Ukraine gained something tangible in Berlin: a more defined Western security framework that implicitly replaces NATO membership, while the territorial file stayed stuck and Russia’s buy-in remained unproven.
European leaders publicly itemized a proposed guarantee stack after the Berlin meetings, including a European-led “multinational force” tasked with supporting Ukraine’s army and defending its skies and seas.
The package also included a “legally binding commitment” from the UK and other European states to take measures to restore peace and security if Ukraine is attacked again, alongside support for Ukraine’s EU accession track.
On force structure, the European statement anchored Ukraine’s peacetime military at 800,000 troops, directly countering Russia’s demand for a far deeper reduction and giving Kyiv a measurable red line it did not previously have written into a shared Western position. 
The US side discussed a US-led “ceasefire monitoring and verification mechanism” to provide early warning of any future attack, and US officials described the proposed guarantees as “very strong” and modeled on NATO’s Article 5 concept.
NATO off-ramp
Ukrainian president Volodymyr Zelensky signaled a major policy shift by offering to give up Ukraine’s NATO aspiration as a compromise in exchange for strong guarantees, explicitly framing the trade as a substitute for Article 5 protection that some partners would not grant via NATO membership.
In negotiation terms, this concession is a chip Ukraine can spend without formally ceding territory, while testing whether the US and Europe will price that chip with enforceable commitments rather than political statements.
Reconstruction and economic support were on the table, including the possibility of using frozen Russian sovereign assets held in Europe. 
EU countries were also described as heading toward a vote on a plan involving €90 billion of frozen Russian assets held via a Belgium-based institution, but with stated divisions and legal concerns that still constrain how quickly that leverage can be converted into cash for Kyiv.
No peace yet
Even as US negotiators said they were “90%” of the way to a deal, Berlin did not resolve what happens to occupied Ukrainian territory, with US ideas floating “economic free zones” in contested areas and Kyiv rejecting any construct that implies recognition of Russian control.
Zelensky reiterated Ukraine would not recognize occupied territory as Russian and pushed back on “economic free zones” under Russian control.
Russia’s acceptance remains uncertain, particularly around troops from NATO countries on Ukrainian soil, a point the Kremlin has previously treated as a red line and that still lacks any demonstrated Russian sign-off in the Berlin sequence.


### Task directions
Transcribe the lines below exactly. No image belongs in the transcription.

[Dataset records]
::::

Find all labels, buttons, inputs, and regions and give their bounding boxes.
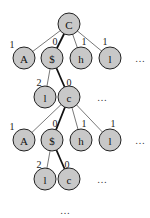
tree-node: C bbox=[58, 13, 80, 35]
tree-node: $ bbox=[41, 129, 63, 151]
edge-weight-label: 1 bbox=[111, 118, 116, 129]
ellipsis-continuation: … bbox=[60, 205, 70, 216]
node-label: h bbox=[78, 53, 84, 65]
node-label: c bbox=[67, 174, 72, 186]
node-label: l bbox=[108, 135, 111, 147]
ellipsis-continuation: … bbox=[97, 174, 107, 185]
node-label: $ bbox=[49, 135, 55, 147]
node-label: A bbox=[20, 53, 28, 65]
node-label: h bbox=[78, 135, 84, 147]
node-label: c bbox=[67, 92, 72, 104]
tree-node: c bbox=[58, 86, 80, 108]
node-label: C bbox=[65, 19, 72, 31]
edge-weight-label: 1 bbox=[103, 36, 108, 47]
node-label: l bbox=[108, 53, 111, 65]
edge-weight-label: 1 bbox=[82, 36, 87, 47]
ellipsis-continuation: … bbox=[97, 92, 107, 103]
tree-node: A bbox=[13, 129, 35, 151]
tree-node: l bbox=[34, 86, 56, 108]
node-label: $ bbox=[49, 53, 55, 65]
tree-node: c bbox=[58, 168, 80, 190]
ellipsis-continuation: … bbox=[135, 53, 145, 64]
tree-node: l bbox=[34, 168, 56, 190]
edge-weight-label: 1 bbox=[10, 121, 15, 132]
tree-node: $ bbox=[41, 47, 63, 69]
node-label: A bbox=[20, 135, 28, 147]
edge-weight-label: 1 bbox=[82, 118, 87, 129]
tree-diagram: 101120101120 CA$hllcA$hllc …………… bbox=[0, 0, 150, 218]
edge-weight-label: 1 bbox=[10, 39, 15, 50]
tree-node: A bbox=[13, 47, 35, 69]
node-label: l bbox=[43, 92, 46, 104]
ellipsis-continuation: … bbox=[135, 135, 145, 146]
node-label: l bbox=[43, 174, 46, 186]
edge-weight-label: 0 bbox=[53, 118, 58, 129]
tree-node: l bbox=[99, 129, 121, 151]
edge-weight-label: 0 bbox=[53, 36, 58, 47]
tree-node: h bbox=[70, 129, 92, 151]
tree-node: l bbox=[99, 47, 121, 69]
tree-node: h bbox=[70, 47, 92, 69]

::::

### Reply
Find all labels, buttons, inputs, and regions and give their bounding boxes.
tree-node: C bbox=[58, 13, 80, 35]
tree-node: $ bbox=[41, 129, 63, 151]
edge-weight-label: 1 bbox=[111, 118, 116, 129]
ellipsis-continuation: … bbox=[60, 205, 70, 216]
node-label: h bbox=[78, 53, 84, 65]
node-label: c bbox=[67, 174, 72, 186]
node-label: l bbox=[108, 135, 111, 147]
ellipsis-continuation: … bbox=[97, 174, 107, 185]
node-label: $ bbox=[49, 135, 55, 147]
node-label: A bbox=[20, 53, 28, 65]
node-label: h bbox=[78, 135, 84, 147]
node-label: c bbox=[67, 92, 72, 104]
tree-node: c bbox=[58, 86, 80, 108]
node-label: C bbox=[65, 19, 72, 31]
edge-weight-label: 1 bbox=[103, 36, 108, 47]
node-label: l bbox=[108, 53, 111, 65]
edge-weight-label: 1 bbox=[82, 36, 87, 47]
ellipsis-continuation: … bbox=[97, 92, 107, 103]
tree-node: A bbox=[13, 129, 35, 151]
tree-node: l bbox=[34, 86, 56, 108]
node-label: $ bbox=[49, 53, 55, 65]
tree-node: c bbox=[58, 168, 80, 190]
ellipsis-continuation: … bbox=[135, 53, 145, 64]
tree-node: l bbox=[34, 168, 56, 190]
edge-weight-label: 1 bbox=[10, 121, 15, 132]
tree-node: $ bbox=[41, 47, 63, 69]
node-label: A bbox=[20, 135, 28, 147]
edge-weight-label: 1 bbox=[82, 118, 87, 129]
tree-diagram: 101120101120 CA$hllcA$hllc …………… bbox=[0, 0, 150, 218]
edge-weight-label: 1 bbox=[10, 39, 15, 50]
tree-node: A bbox=[13, 47, 35, 69]
node-label: l bbox=[43, 92, 46, 104]
ellipsis-continuation: … bbox=[135, 135, 145, 146]
node-label: l bbox=[43, 174, 46, 186]
edge-weight-label: 0 bbox=[53, 118, 58, 129]
tree-node: l bbox=[99, 129, 121, 151]
edge-weight-label: 0 bbox=[53, 36, 58, 47]
tree-node: h bbox=[70, 129, 92, 151]
tree-node: l bbox=[99, 47, 121, 69]
tree-node: h bbox=[70, 47, 92, 69]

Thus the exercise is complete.